He became known in the 1990s for his research on the use of genetic algorithms to evolve artificial neural networks using three-dimensional cellular automata inside field programmable gate arrays.
This prediction has attracted debate and criticism from the AI research community, and some of its more notable members, such as Kevin Warwick, Bill Joy, Ken MacLeod, Ray Kurzweil, and Hans Moravec, have voiced their opinions on whether or not this future is likely.
Until his retirement in late 2010[2] he was a professor at Xiamen University, where he taught theoretical physics and computer science, and ran the Artificial Brain Lab.
During this 8-year span he and his fellow researchers published a series of papers in which they discussed the use of genetic algorithms to evolve neural structures inside 3D cellular automata.
The design was considerably simplified, and in 1997 the "collect and distribute 1 bit" ("CoDi-1Bit") model was published, and work began on a hardware implementation using Xilinx XC6264 FPGAs.
[5] The researchers evolved cellular automata for several tasks (using software simulation, not hardware):[5] Ultimately the project failed to produce a functional robot control system, and ATR terminated it along with the closure of ATR-HIP in February 2001.
[6] The original aim of de Garis' work was to establish the field of "brain building" (a term of his invention) and to "create a trillion dollar industry within 20 years".
In May 2006 he became a professor at Wuhan University's international school of software, teaching graduate level pure mathematics, theoretical physics and computer science.
[16][17] This scenario has been criticised by other AI researchers, including Chris Malcolm, who described it as "entertaining science fiction horror stories which happen to have caught the attention of the popular media".
[15]: back cover In 2005, de Garis published a book describing his views on this topic entitled The Artilect War: Cosmists vs. Terrans: A Bitter Controversy Concerning Whether Humanity Should Build Godlike Massively Intelligent Machines.

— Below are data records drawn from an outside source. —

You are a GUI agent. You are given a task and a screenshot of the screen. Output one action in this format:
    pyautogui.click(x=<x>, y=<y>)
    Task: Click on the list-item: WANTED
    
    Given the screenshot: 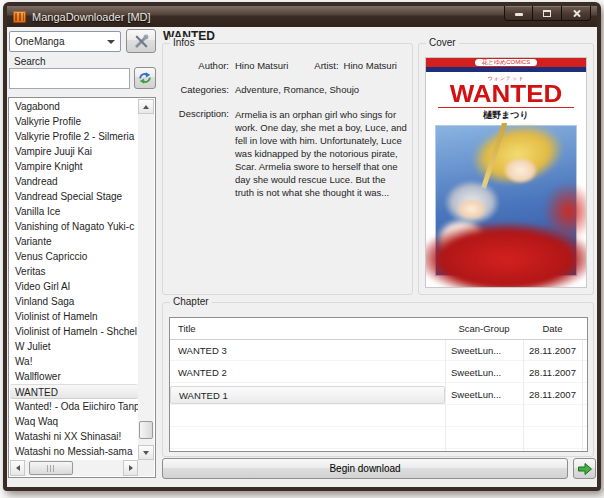 What is the action you would take?
    pyautogui.click(x=74, y=392)
    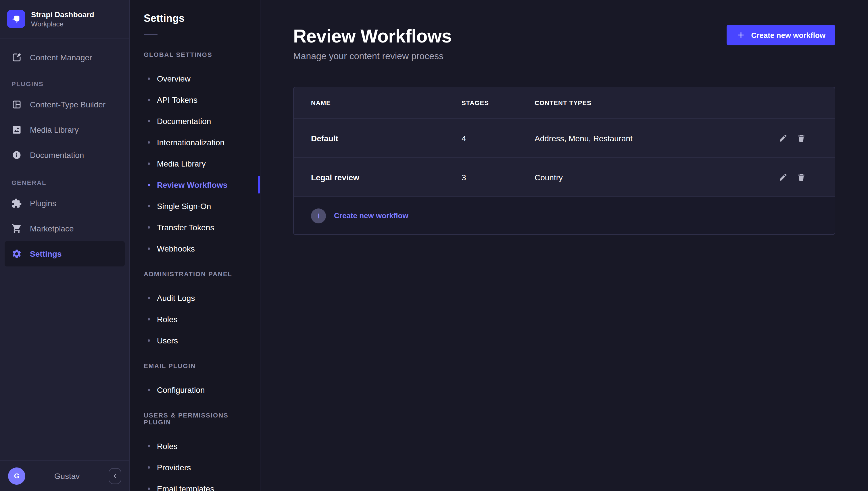 This screenshot has width=868, height=491. Describe the element at coordinates (63, 14) in the screenshot. I see `brand-title: Strapi Dashboard` at that location.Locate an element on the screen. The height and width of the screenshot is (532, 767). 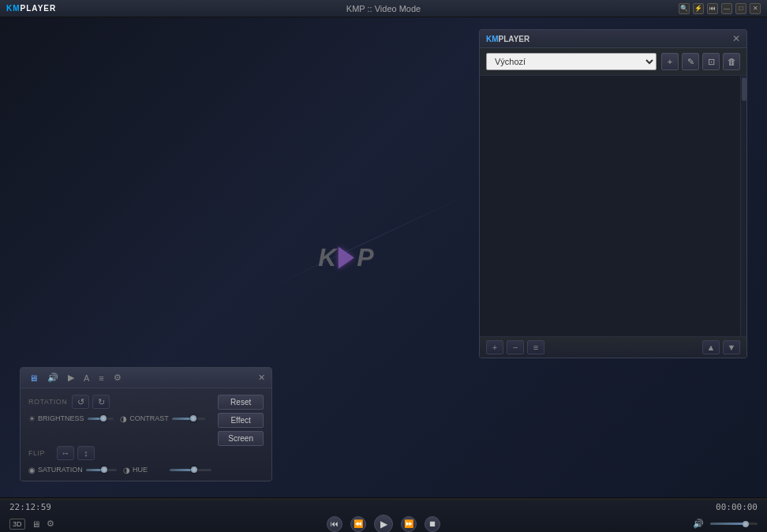
total-duration: 00:00:00 is located at coordinates (737, 507).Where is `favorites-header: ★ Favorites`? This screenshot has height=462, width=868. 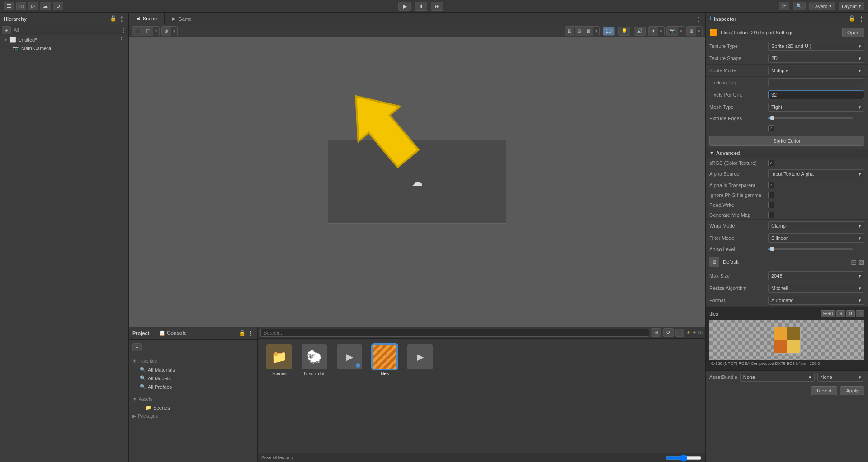
favorites-header: ★ Favorites is located at coordinates (193, 361).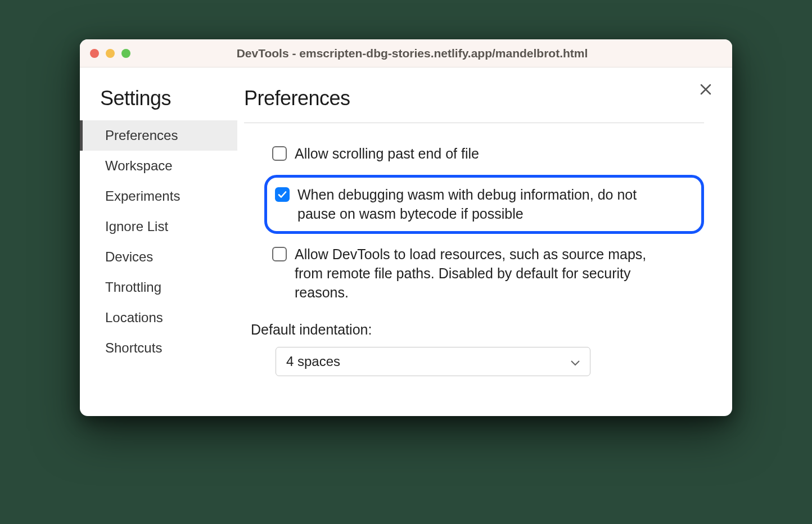 The height and width of the screenshot is (524, 812). I want to click on preference-label: Allow scrolling past end of file, so click(387, 154).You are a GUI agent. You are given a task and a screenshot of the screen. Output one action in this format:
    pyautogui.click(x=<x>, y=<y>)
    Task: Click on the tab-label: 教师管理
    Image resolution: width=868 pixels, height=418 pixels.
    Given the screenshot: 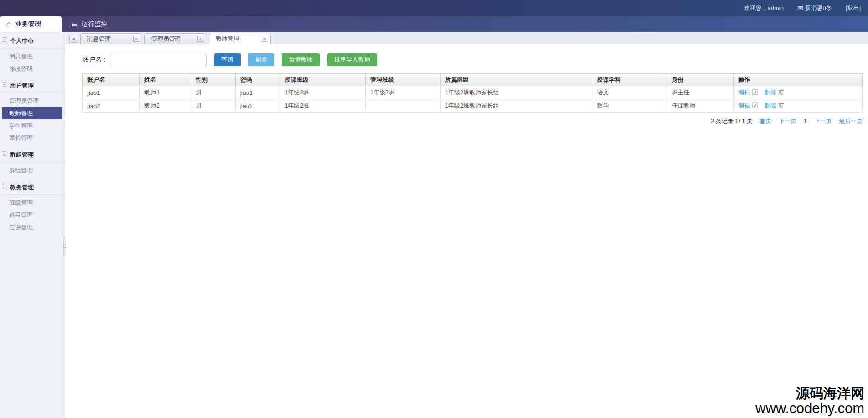 What is the action you would take?
    pyautogui.click(x=227, y=39)
     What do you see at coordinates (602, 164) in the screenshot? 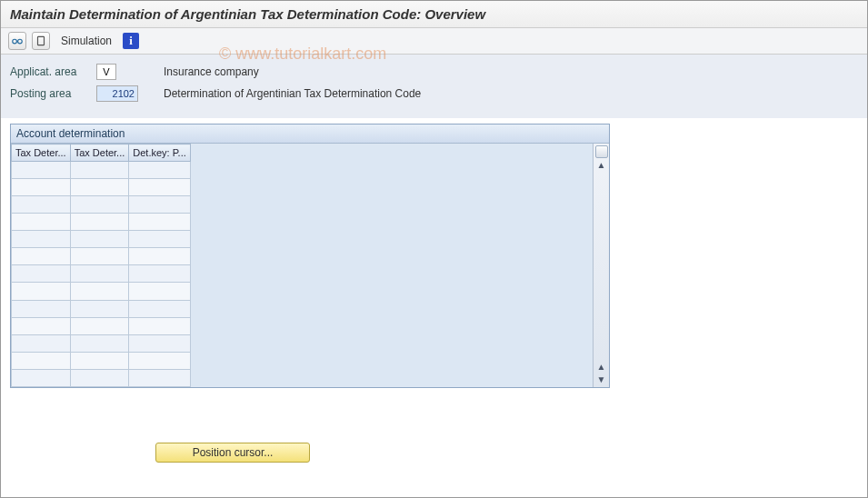
I see `scroll-up-icon: ▲` at bounding box center [602, 164]. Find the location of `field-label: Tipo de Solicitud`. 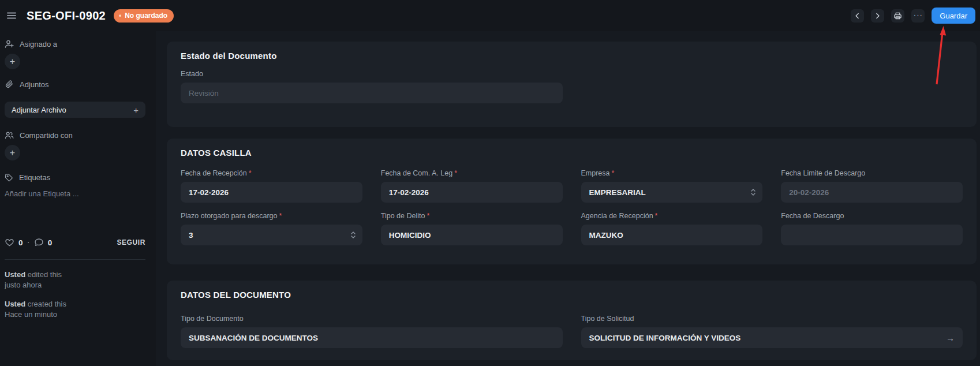

field-label: Tipo de Solicitud is located at coordinates (772, 319).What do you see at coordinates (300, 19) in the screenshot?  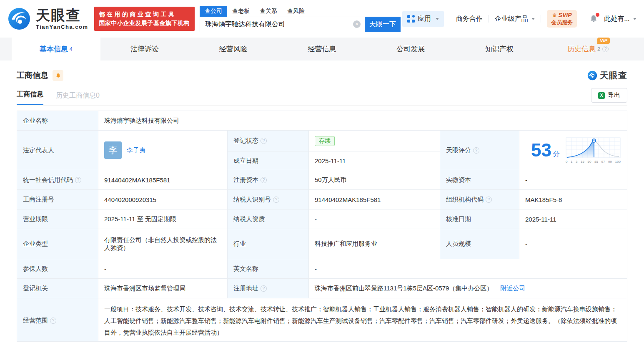 I see `search-block: 查公司 查老板 查关系 查风险 ✕ 天眼一下` at bounding box center [300, 19].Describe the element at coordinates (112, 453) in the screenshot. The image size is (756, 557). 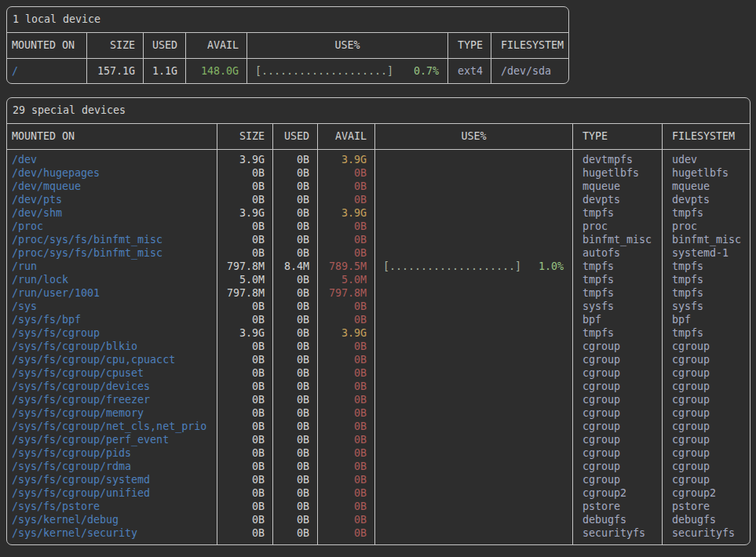
I see `mount-point-cell: /sys/fs/cgroup/pids` at that location. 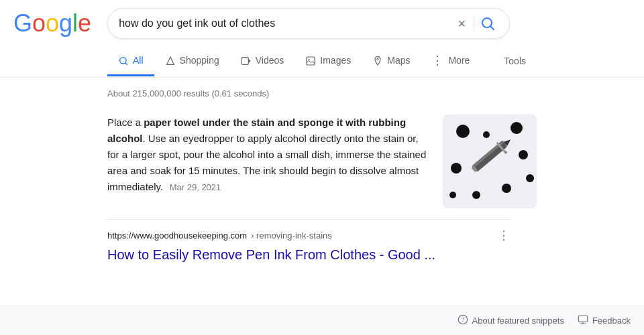 I want to click on search-input: how do you get ink out of clothes, so click(x=286, y=23).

[15] Cosmism is a moral philosophy that favours building or growing strong artificial intelligence and ultimately leaving Earth to the Terrans, who oppose this path for humanity.
The first half of the book describes technologies which he believes will make it possible for computers to be billions or trillions of times more intelligent than humans.
Cosmists will foresee the massive, truly astronomical potential of substrate-independent cognition, and will therefore advocate unlimited growth in the designated fields, in the hopes that "super intelligent" machines might one day colonise the universe.
The factions, he predicts, may eventually war to the death because of this, as the Terrans will come to view the Cosmists as "arch-monsters" when they begin seriously discussing acceptable risks, and the probabilities of large percentages of Earth-based life going extinct.
In response to this, the Cosmists will come to view the Terrans as being reactionary extremists, and will stop treating them and their ideas seriously, further aggravating the situation, possibly beyond reconciliation.